Valentino, Italy’s haute couture “emperor”, was laid to rest in Rome on Friday, with the distinctive red he championed in his collections echoed in splashes of crimson among the black-clad mourners.
The biggest names in fashion – including Donatella Versace, Tom Ford and Maria Grazia Chiuri – gathered in the Basilica of Santa Maria degli Angeli, a church designed by Michelangelo and built on the ruins of ancient Roman baths.
Valentino’s co-founder Giancarlo Giammetti, dressed in a sharply tailored black satin suit, and the designer’s last partner, Bruce Hoeksema, accompanied the plain wooden coffin as it entered the church, drawing applause from the crowds outside.
“Through him, I discovered beauty, a beauty that followed us throughout our lives, that has kept us busy.
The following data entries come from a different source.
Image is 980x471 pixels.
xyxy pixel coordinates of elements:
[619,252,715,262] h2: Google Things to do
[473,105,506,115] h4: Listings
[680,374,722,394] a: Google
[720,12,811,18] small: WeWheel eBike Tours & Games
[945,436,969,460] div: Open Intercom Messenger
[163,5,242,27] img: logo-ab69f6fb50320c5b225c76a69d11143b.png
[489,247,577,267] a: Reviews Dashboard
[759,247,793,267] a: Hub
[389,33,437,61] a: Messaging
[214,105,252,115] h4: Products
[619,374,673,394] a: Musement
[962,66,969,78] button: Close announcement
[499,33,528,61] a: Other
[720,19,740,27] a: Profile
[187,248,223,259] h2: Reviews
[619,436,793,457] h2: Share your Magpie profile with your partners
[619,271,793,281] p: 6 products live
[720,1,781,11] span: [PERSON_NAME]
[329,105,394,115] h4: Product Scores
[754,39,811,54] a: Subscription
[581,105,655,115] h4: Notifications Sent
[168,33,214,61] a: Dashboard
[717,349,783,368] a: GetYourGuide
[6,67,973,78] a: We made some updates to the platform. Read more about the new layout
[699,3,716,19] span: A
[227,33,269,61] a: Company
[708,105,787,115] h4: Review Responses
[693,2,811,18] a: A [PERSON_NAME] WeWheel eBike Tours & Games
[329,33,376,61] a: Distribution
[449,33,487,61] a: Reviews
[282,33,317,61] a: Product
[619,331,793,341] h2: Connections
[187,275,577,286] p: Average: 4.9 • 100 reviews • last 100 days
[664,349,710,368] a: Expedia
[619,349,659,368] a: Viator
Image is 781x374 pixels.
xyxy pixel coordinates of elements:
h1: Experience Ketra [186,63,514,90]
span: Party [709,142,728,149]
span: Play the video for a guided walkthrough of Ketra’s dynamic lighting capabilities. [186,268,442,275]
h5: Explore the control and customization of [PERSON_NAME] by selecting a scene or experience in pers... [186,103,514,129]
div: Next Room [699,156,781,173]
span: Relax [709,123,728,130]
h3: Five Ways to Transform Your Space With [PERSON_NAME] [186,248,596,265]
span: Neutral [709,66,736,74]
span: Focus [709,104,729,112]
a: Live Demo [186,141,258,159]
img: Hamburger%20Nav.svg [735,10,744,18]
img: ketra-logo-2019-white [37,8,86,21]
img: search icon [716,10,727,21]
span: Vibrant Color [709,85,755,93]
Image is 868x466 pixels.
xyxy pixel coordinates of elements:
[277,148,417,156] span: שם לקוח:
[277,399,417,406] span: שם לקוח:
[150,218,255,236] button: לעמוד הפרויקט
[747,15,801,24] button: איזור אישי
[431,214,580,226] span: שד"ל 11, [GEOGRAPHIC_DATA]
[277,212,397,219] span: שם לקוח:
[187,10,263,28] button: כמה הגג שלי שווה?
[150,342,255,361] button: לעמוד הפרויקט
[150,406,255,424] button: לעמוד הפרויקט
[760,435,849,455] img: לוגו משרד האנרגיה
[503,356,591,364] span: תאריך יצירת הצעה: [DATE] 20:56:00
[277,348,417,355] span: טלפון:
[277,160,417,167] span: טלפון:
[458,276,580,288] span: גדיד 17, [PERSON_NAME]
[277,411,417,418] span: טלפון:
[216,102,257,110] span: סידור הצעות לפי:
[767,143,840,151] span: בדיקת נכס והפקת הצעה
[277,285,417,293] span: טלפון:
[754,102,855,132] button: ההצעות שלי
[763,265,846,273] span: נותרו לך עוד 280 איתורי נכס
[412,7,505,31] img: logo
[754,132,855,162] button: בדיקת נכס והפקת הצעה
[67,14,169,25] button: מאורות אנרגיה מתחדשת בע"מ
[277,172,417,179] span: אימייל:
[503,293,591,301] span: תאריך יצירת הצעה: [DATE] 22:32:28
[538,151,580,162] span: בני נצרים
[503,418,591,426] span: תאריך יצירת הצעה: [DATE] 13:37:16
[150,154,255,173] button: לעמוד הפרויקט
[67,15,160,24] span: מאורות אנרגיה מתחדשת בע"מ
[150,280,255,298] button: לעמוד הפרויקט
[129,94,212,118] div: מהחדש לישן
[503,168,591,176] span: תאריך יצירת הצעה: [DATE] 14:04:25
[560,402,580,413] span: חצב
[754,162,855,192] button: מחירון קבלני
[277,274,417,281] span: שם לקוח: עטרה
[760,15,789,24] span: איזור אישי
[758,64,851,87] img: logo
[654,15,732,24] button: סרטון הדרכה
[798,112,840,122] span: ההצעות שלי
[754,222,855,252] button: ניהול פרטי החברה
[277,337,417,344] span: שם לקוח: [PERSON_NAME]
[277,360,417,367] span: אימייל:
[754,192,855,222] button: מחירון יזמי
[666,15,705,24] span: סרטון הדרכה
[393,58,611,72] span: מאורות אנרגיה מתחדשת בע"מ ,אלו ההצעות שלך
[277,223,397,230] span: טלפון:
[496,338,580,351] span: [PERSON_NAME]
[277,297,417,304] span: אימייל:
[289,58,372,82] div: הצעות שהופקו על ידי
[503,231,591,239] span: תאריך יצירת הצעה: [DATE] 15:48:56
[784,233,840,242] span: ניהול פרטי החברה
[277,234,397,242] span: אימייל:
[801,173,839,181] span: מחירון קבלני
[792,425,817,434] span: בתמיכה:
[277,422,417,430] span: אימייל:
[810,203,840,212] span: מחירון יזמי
We met when we were kids, we dreamed the same dreams, we managed to realise some of them, I would even say many of them,” Giammetti said in his eulogy.

In an improvised speech, Hoeksema said: “Valentino, you were the person I spoke to, not the person I spoke about. You were beside me when words were not needed. Life was not always perfect, but it was real. One day at a time, for more than 40 years.”
Mourners included Vogue’s Global Editorial director Anna Wintour, actresses Anne Hathaway and Elizabeth Hurley, American socialite Olivia Palermo and Valentino’s current creative director Alessandro Michele and his predecessor Pierpaolo Piccioli.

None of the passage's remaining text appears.